Note, as an interesting aside, that in saying this, we are not saying that perceiving creates existence. Rather we are saying that the form of existence can be known no better than the form of knowledge. Incidentally, Immanuel Kant said something similar. And Kant concluded that the form of knowledge is the form of existence (he was talking about both built in perception and informal and formal conception); which is perhaps true in the case of abstract objects but not necessarily for the concrete sciences (of Newton and Euclid) to which Kant applied his reasoning. But this is why, in this regard, we consider Kant to have had great insight—perhaps his greatest—even though the application was somewhat off the ultimate mark (but it is a psychological insight for the brain evolved such that the form of perception is, roughly, the form of Newtonian space and time).

Going back to the last paragraph but one, whether that’s true is a matter of judgment and reason. But there’s something about ‘meaning’ worth noting. Russell and Wittgenstein did have the idea that a symbol is a fact and a ‘world fact’ is a fact and that the symbol-fact referred to the world-fact. Wittgenstein had the further idea that a sentence is a ‘picture of the world’. Okay, because a sentence has structure. But how can a pure symbol refer to the world? Here, it seems to me that the Russell-Wittgenstein idea is deficient.

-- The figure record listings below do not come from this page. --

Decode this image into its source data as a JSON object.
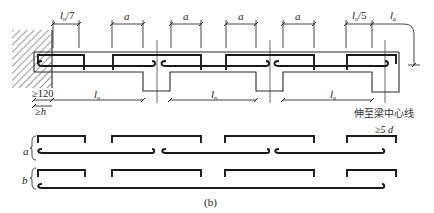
{
  "figure": {
    "caption": "(b)"
  },
  "dimensions": {
    "end_cutoff_left": {
      "main": "l",
      "sub": "n",
      "suffix": "/7"
    },
    "spacing_a": [
      "a",
      "a",
      "a",
      "a"
    ],
    "end_cutoff_right": {
      "main": "l",
      "sub": "n",
      "suffix": "/5"
    },
    "anchorage_right": {
      "main": "l",
      "sub": "a"
    },
    "support_min": "≥120",
    "support_min_h": "≥h",
    "clear_span": [
      {
        "main": "l",
        "sub": "n"
      },
      {
        "main": "l",
        "sub": "n"
      },
      {
        "main": "l",
        "sub": "n"
      }
    ],
    "hook_min": "≥5 d"
  },
  "annotations": {
    "extend_to_beam_center": "伸至梁中心线"
  },
  "bar_groups": {
    "a": {
      "label": "a"
    },
    "b": {
      "label": "b"
    }
  },
  "colors": {
    "line": "#1a1a1a",
    "background": "#ffffff"
  }
}
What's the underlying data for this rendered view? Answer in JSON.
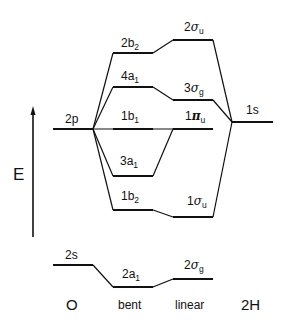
{
  "diagram": {
    "axis": {
      "label": "E",
      "direction": "up"
    },
    "columns": {
      "left": "O",
      "bent": "bent",
      "linear": "linear",
      "right": "2H"
    },
    "atomic_orbitals": {
      "O_2p": {
        "label": "2p"
      },
      "O_2s": {
        "label": "2s"
      },
      "H_1s": {
        "label": "1s"
      }
    },
    "correlations": [
      {
        "bent": {
          "main": "2b",
          "sub": "2"
        },
        "linear": {
          "main": "2",
          "greek": "σ",
          "sub": "u"
        }
      },
      {
        "bent": {
          "main": "4a",
          "sub": "1"
        },
        "linear": {
          "main": "3",
          "greek": "σ",
          "sub": "g"
        }
      },
      {
        "bent": {
          "main": "1b",
          "sub": "1"
        },
        "linear": {
          "main": "1",
          "greek": "π",
          "sub": "u"
        }
      },
      {
        "bent": {
          "main": "3a",
          "sub": "1"
        },
        "linear": {
          "main": "1",
          "greek": "π",
          "sub": "u"
        }
      },
      {
        "bent": {
          "main": "1b",
          "sub": "2"
        },
        "linear": {
          "main": "1",
          "greek": "σ",
          "sub": "u"
        }
      },
      {
        "bent": {
          "main": "2a",
          "sub": "1"
        },
        "linear": {
          "main": "2",
          "greek": "σ",
          "sub": "g"
        }
      }
    ]
  }
}
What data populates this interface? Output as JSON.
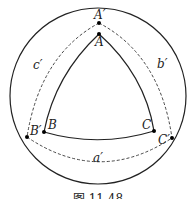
{
  "figure": {
    "caption": "图 11.48",
    "outer_circle": {
      "cx": 98,
      "cy": 96,
      "r": 88
    },
    "triangle": {
      "vertices": {
        "A": {
          "label": "A",
          "x": 99,
          "y": 34
        },
        "B": {
          "label": "B",
          "x": 44,
          "y": 132
        },
        "C": {
          "label": "C",
          "x": 154,
          "y": 131
        }
      },
      "style": "solid"
    },
    "polar_triangle": {
      "vertices": {
        "A_prime": {
          "label": "A′",
          "x": 99,
          "y": 23
        },
        "B_prime": {
          "label": "B′",
          "x": 27,
          "y": 137
        },
        "C_prime": {
          "label": "C′",
          "x": 172,
          "y": 138
        }
      },
      "style": "dashed"
    },
    "side_labels": {
      "a_prime": {
        "label": "a′",
        "x": 95,
        "y": 161
      },
      "b_prime": {
        "label": "b′",
        "x": 160,
        "y": 66
      },
      "c_prime": {
        "label": "c′",
        "x": 33,
        "y": 68
      }
    },
    "colors": {
      "stroke": "#222222",
      "background": "#ffffff"
    }
  }
}
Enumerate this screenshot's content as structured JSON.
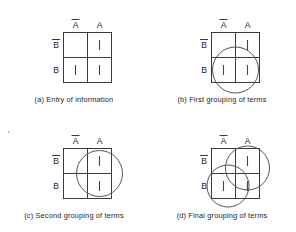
{
  "figure": {
    "background_color": "#ffffff",
    "line_color": "#3a3a3a",
    "text_color": "#252525"
  },
  "labels": {
    "col_not_a": "A",
    "col_a": "A",
    "row_not_b": "B",
    "row_b": "B",
    "overbar_char": "̅"
  },
  "panels": [
    {
      "id": "a",
      "caption": "(a) Entry of information",
      "col_headers": [
        "A̅",
        "A"
      ],
      "row_headers": [
        "B̅",
        "B"
      ],
      "cells": [
        {
          "row": "Bbar",
          "col": "Abar",
          "mark": ""
        },
        {
          "row": "Bbar",
          "col": "A",
          "mark": "|"
        },
        {
          "row": "B",
          "col": "Abar",
          "mark": "|"
        },
        {
          "row": "B",
          "col": "A",
          "mark": "|"
        }
      ],
      "groupings": []
    },
    {
      "id": "b",
      "caption": "(b) First grouping of terms",
      "col_headers": [
        "A̅",
        "A"
      ],
      "row_headers": [
        "B̅",
        "B"
      ],
      "cells": [
        {
          "row": "Bbar",
          "col": "Abar",
          "mark": ""
        },
        {
          "row": "Bbar",
          "col": "A",
          "mark": "|"
        },
        {
          "row": "B",
          "col": "Abar",
          "mark": "|"
        },
        {
          "row": "B",
          "col": "A",
          "mark": "|"
        }
      ],
      "groupings": [
        {
          "name": "bottom-row-group",
          "cx": 72,
          "cy": 70,
          "r": 23
        }
      ]
    },
    {
      "id": "c",
      "caption": "(c) Second grouping of terms",
      "col_headers": [
        "A̅",
        "A"
      ],
      "row_headers": [
        "B̅",
        "B"
      ],
      "cells": [
        {
          "row": "Bbar",
          "col": "Abar",
          "mark": ""
        },
        {
          "row": "Bbar",
          "col": "A",
          "mark": "|"
        },
        {
          "row": "B",
          "col": "Abar",
          "mark": ""
        },
        {
          "row": "B",
          "col": "A",
          "mark": "|"
        }
      ],
      "groupings": [
        {
          "name": "right-column-group",
          "cx": 96,
          "cy": 57,
          "r": 23
        }
      ]
    },
    {
      "id": "d",
      "caption": "(d) Final grouping of terms",
      "col_headers": [
        "A̅",
        "A"
      ],
      "row_headers": [
        "B̅",
        "B"
      ],
      "cells": [
        {
          "row": "Bbar",
          "col": "Abar",
          "mark": ""
        },
        {
          "row": "Bbar",
          "col": "A",
          "mark": "|"
        },
        {
          "row": "B",
          "col": "Abar",
          "mark": "|"
        },
        {
          "row": "B",
          "col": "A",
          "mark": "|"
        }
      ],
      "groupings": [
        {
          "name": "right-column-group",
          "cx": 96,
          "cy": 57,
          "r": 23
        },
        {
          "name": "bottom-row-group",
          "cx": 72,
          "cy": 70,
          "r": 23
        }
      ]
    }
  ],
  "grid_geometry": {
    "left": 48,
    "top": 32,
    "width": 48,
    "height": 50,
    "note": "2x2 map; columns A-bar | A, rows B-bar / B"
  }
}
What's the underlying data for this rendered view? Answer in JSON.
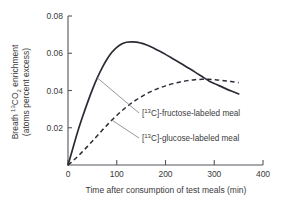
{
  "chart_data": {
    "type": "line",
    "title": "",
    "xlabel": "Time after consumption of test meals (min)",
    "ylabel": "Breath 13CO2 enrichment (atoms percent excess)",
    "ylabel_line1_pre": "Breath ",
    "ylabel_line1_sup": "13",
    "ylabel_line1_mid": "CO",
    "ylabel_line1_sub": "2",
    "ylabel_line1_post": " enrichment",
    "ylabel_line2": "(atoms percent excess)",
    "xlim": [
      0,
      400
    ],
    "ylim": [
      0,
      0.08
    ],
    "xticks": [
      0,
      100,
      200,
      300,
      400
    ],
    "xtick_labels": [
      "0",
      "100",
      "200",
      "300",
      "400"
    ],
    "yticks": [
      0,
      0.02,
      0.04,
      0.06,
      0.08
    ],
    "ytick_labels": [
      "0",
      "0.02",
      "0.04",
      "0.06",
      "0.08"
    ],
    "grid": false,
    "legend_position": "inline-annotations",
    "series": [
      {
        "name": "[13C]-fructose-labeled meal",
        "style": "solid",
        "color": "#2b2b36",
        "x": [
          0,
          10,
          20,
          30,
          40,
          50,
          60,
          70,
          80,
          90,
          100,
          110,
          120,
          130,
          140,
          150,
          160,
          170,
          180,
          190,
          200,
          215,
          230,
          245,
          260,
          275,
          290,
          305,
          320,
          335,
          350
        ],
        "values": [
          0.0,
          0.009,
          0.018,
          0.026,
          0.0335,
          0.0405,
          0.0468,
          0.0522,
          0.0568,
          0.0605,
          0.0632,
          0.065,
          0.0659,
          0.0661,
          0.066,
          0.0654,
          0.0646,
          0.0635,
          0.0622,
          0.0608,
          0.0594,
          0.0571,
          0.0548,
          0.0524,
          0.05,
          0.0475,
          0.045,
          0.0432,
          0.0414,
          0.0397,
          0.0382
        ]
      },
      {
        "name": "[13C]-glucose-labeled meal",
        "style": "dashed",
        "color": "#2b2b36",
        "x": [
          0,
          10,
          20,
          30,
          40,
          50,
          60,
          70,
          80,
          90,
          100,
          110,
          120,
          130,
          140,
          150,
          160,
          170,
          180,
          190,
          200,
          215,
          230,
          245,
          260,
          275,
          290,
          305,
          320,
          335,
          350
        ],
        "values": [
          0.0,
          0.0022,
          0.0046,
          0.0072,
          0.01,
          0.0128,
          0.0157,
          0.0186,
          0.0214,
          0.0241,
          0.0266,
          0.029,
          0.0312,
          0.0332,
          0.035,
          0.0366,
          0.0381,
          0.0394,
          0.0406,
          0.0416,
          0.0425,
          0.0437,
          0.0446,
          0.0453,
          0.0458,
          0.046,
          0.046,
          0.0457,
          0.0453,
          0.0448,
          0.0442
        ]
      }
    ],
    "annotations": [
      {
        "id": "fructose-annotation",
        "text_pre": "[",
        "text_sup": "13",
        "text_post": "C]-fructose-labeled meal",
        "full_text": "[13C]-fructose-labeled meal",
        "leader_from_x": 60,
        "leader_from_y": 0.0468
      },
      {
        "id": "glucose-annotation",
        "text_pre": "[",
        "text_sup": "13",
        "text_post": "C]-glucose-labeled meal",
        "full_text": "[13C]-glucose-labeled meal",
        "leader_from_x": 90,
        "leader_from_y": 0.0241
      }
    ],
    "axis_color": "#55555d",
    "leader_color": "#8a8a92"
  }
}
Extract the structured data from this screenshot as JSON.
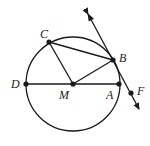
{
  "diagram": {
    "type": "circle-geometry",
    "stroke_color": "#1a1a1a",
    "background": "#ffffff",
    "circle": {
      "center_label": "M",
      "cx": 73,
      "cy": 84,
      "r": 47
    },
    "points": [
      {
        "label": "C",
        "x": 49,
        "y": 42,
        "lx": 40,
        "ly": 38
      },
      {
        "label": "B",
        "x": 113,
        "y": 60,
        "lx": 119,
        "ly": 62
      },
      {
        "label": "D",
        "x": 26,
        "y": 84,
        "lx": 11,
        "ly": 88
      },
      {
        "label": "M",
        "x": 73,
        "y": 84,
        "lx": 59,
        "ly": 99
      },
      {
        "label": "A",
        "x": 119,
        "y": 84,
        "lx": 106,
        "ly": 99
      },
      {
        "label": "F",
        "x": 131,
        "y": 93,
        "lx": 137,
        "ly": 95
      }
    ],
    "segments": [
      {
        "from": "D",
        "to": "A"
      },
      {
        "from": "M",
        "to": "C"
      },
      {
        "from": "M",
        "to": "B"
      },
      {
        "from": "C",
        "to": "B"
      }
    ],
    "tangent_line": {
      "through": [
        "B",
        "F"
      ],
      "x1": 88,
      "y1": 14,
      "x2": 139,
      "y2": 109,
      "arrows": "both"
    }
  }
}
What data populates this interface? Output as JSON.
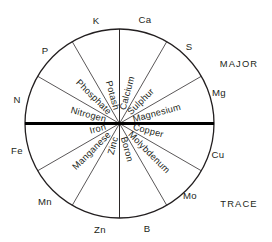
{
  "diagram": {
    "geometry": {
      "center_x": 119.5,
      "center_y": 123.5,
      "radius": 94.5,
      "segment_count": 12,
      "segment_span_degrees": 30
    },
    "colors": {
      "ink": "#231f20",
      "divider": "#000000",
      "background": "#ffffff"
    },
    "categories": [
      {
        "key": "major",
        "label": "MAJOR",
        "x": 239,
        "y": 65
      },
      {
        "key": "trace",
        "label": "TRACE",
        "x": 239,
        "y": 205
      }
    ],
    "segments": [
      {
        "label": "Nitrogen",
        "symbol": "N",
        "category": "major",
        "start_deg": 150,
        "end_deg": 180
      },
      {
        "label": "Phosphate",
        "symbol": "P",
        "category": "major",
        "start_deg": 120,
        "end_deg": 150
      },
      {
        "label": "Potash",
        "symbol": "K",
        "category": "major",
        "start_deg": 90,
        "end_deg": 120
      },
      {
        "label": "Calcium",
        "symbol": "Ca",
        "category": "major",
        "start_deg": 60,
        "end_deg": 90
      },
      {
        "label": "Sulphur",
        "symbol": "S",
        "category": "major",
        "start_deg": 30,
        "end_deg": 60
      },
      {
        "label": "Magnesium",
        "symbol": "Mg",
        "category": "major",
        "start_deg": 0,
        "end_deg": 30
      },
      {
        "label": "Copper",
        "symbol": "Cu",
        "category": "trace",
        "start_deg": -30,
        "end_deg": 0
      },
      {
        "label": "Molybdenum",
        "symbol": "Mo",
        "category": "trace",
        "start_deg": -60,
        "end_deg": -30
      },
      {
        "label": "Boron",
        "symbol": "B",
        "category": "trace",
        "start_deg": -90,
        "end_deg": -60
      },
      {
        "label": "Zinc",
        "symbol": "Zn",
        "category": "trace",
        "start_deg": -120,
        "end_deg": -90
      },
      {
        "label": "Manganese",
        "symbol": "Mn",
        "category": "trace",
        "start_deg": -150,
        "end_deg": -120
      },
      {
        "label": "Iron",
        "symbol": "Fe",
        "category": "trace",
        "start_deg": -180,
        "end_deg": -150
      }
    ],
    "rim_labels": [
      {
        "text": "K",
        "x": 96,
        "y": 21
      },
      {
        "text": "Ca",
        "x": 145,
        "y": 20
      },
      {
        "text": "S",
        "x": 189,
        "y": 47
      },
      {
        "text": "Mg",
        "x": 219,
        "y": 93
      },
      {
        "text": "Cu",
        "x": 218,
        "y": 155
      },
      {
        "text": "Mo",
        "x": 190,
        "y": 196
      },
      {
        "text": "B",
        "x": 147,
        "y": 229
      },
      {
        "text": "Zn",
        "x": 100,
        "y": 230
      },
      {
        "text": "Mn",
        "x": 45,
        "y": 202
      },
      {
        "text": "Fe",
        "x": 17,
        "y": 151
      },
      {
        "text": "N",
        "x": 17,
        "y": 100
      },
      {
        "text": "P",
        "x": 45,
        "y": 51
      }
    ]
  }
}
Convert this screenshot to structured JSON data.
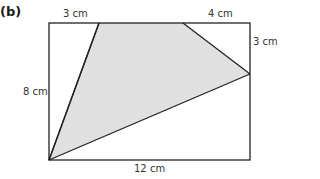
{
  "part_label": "(b)",
  "diagram": {
    "rectangle": {
      "width_label": "12 cm",
      "height_label": "8 cm"
    },
    "top_left_segment_label": "3 cm",
    "top_right_segment_label": "4 cm",
    "right_segment_label": "3 cm",
    "colors": {
      "shade": "#e0e0e0",
      "stroke": "#222222",
      "text": "#333333"
    }
  }
}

Here is how a pure symbol, e.g. a primitive word can refer-represent. Consider, for example, that I have a mental picture, perhaps from memory of a tiger, even when there is no tiger or picture of a tiger present. When I see a real tiger the perception and memory compare. But the symbol is also connected, because we are linguistic creatures, in memory to the picture memory. So, if you and I share the same language and I say “quiet, there’s a tiger nearby” the word ‘tiger’ evokes in you the picture of a tiger and the idea of nearby (and you probably feel some fear). Similarly, I can also think in words. It seemed to me necessary that there was this three-way connection and indeed I found out some years ago that CK Ogden and IA Richards had already had that idea in their 1923 The Meaning of Meaning (The Meaning of Meaning - Wikipedia).

There are some important points about meaning here. First that the bare symbol ‘tiger’ without the association with a mental picture, recollected has no ‘meaning’ whatsoever(if you did not know English the sound ‘tiger’ would evoke no reaction because it would evoke no mental image). Second, that primitive meaning relates a recollected picture to something in the world. Third that linguistic meaning relates symbol, picture, and thing; the symbol makes for efficient thought and communication. Fourth, given such elementary tripartite meaning, a linguist construct such as a sentence has further meaning in virtue of the arrangement of its words (the picture ‘theory’). Finally, instead of saying words have meaning we might prefer to say that symbol, concept, and object constitute meaning.

The Meaning of Meaning came after Tractatus. However, Kant came about 150 years prior but ‘unfortunately’ neither Wittgenstein nor Russell were sufficiently familiar with Kant’s thought on the ‘synthetic a priori’ (it’s positive and inadequate aspects as described above).

Wittgenstein himself did not finally think his metaphysics in Tractatus was definitive. He rejected it for various reasons, but specifically because he thought its definitiveness was mistaken, and the sequel was Philosophical Investigations, published after his death, which is very different in approach and content than Tractatus.

This was much longer than I thought it was going to be. I hope it provides some illumination. I don’t know whether the analysis of Wittgenstein’s ‘world as fact’ is standard.”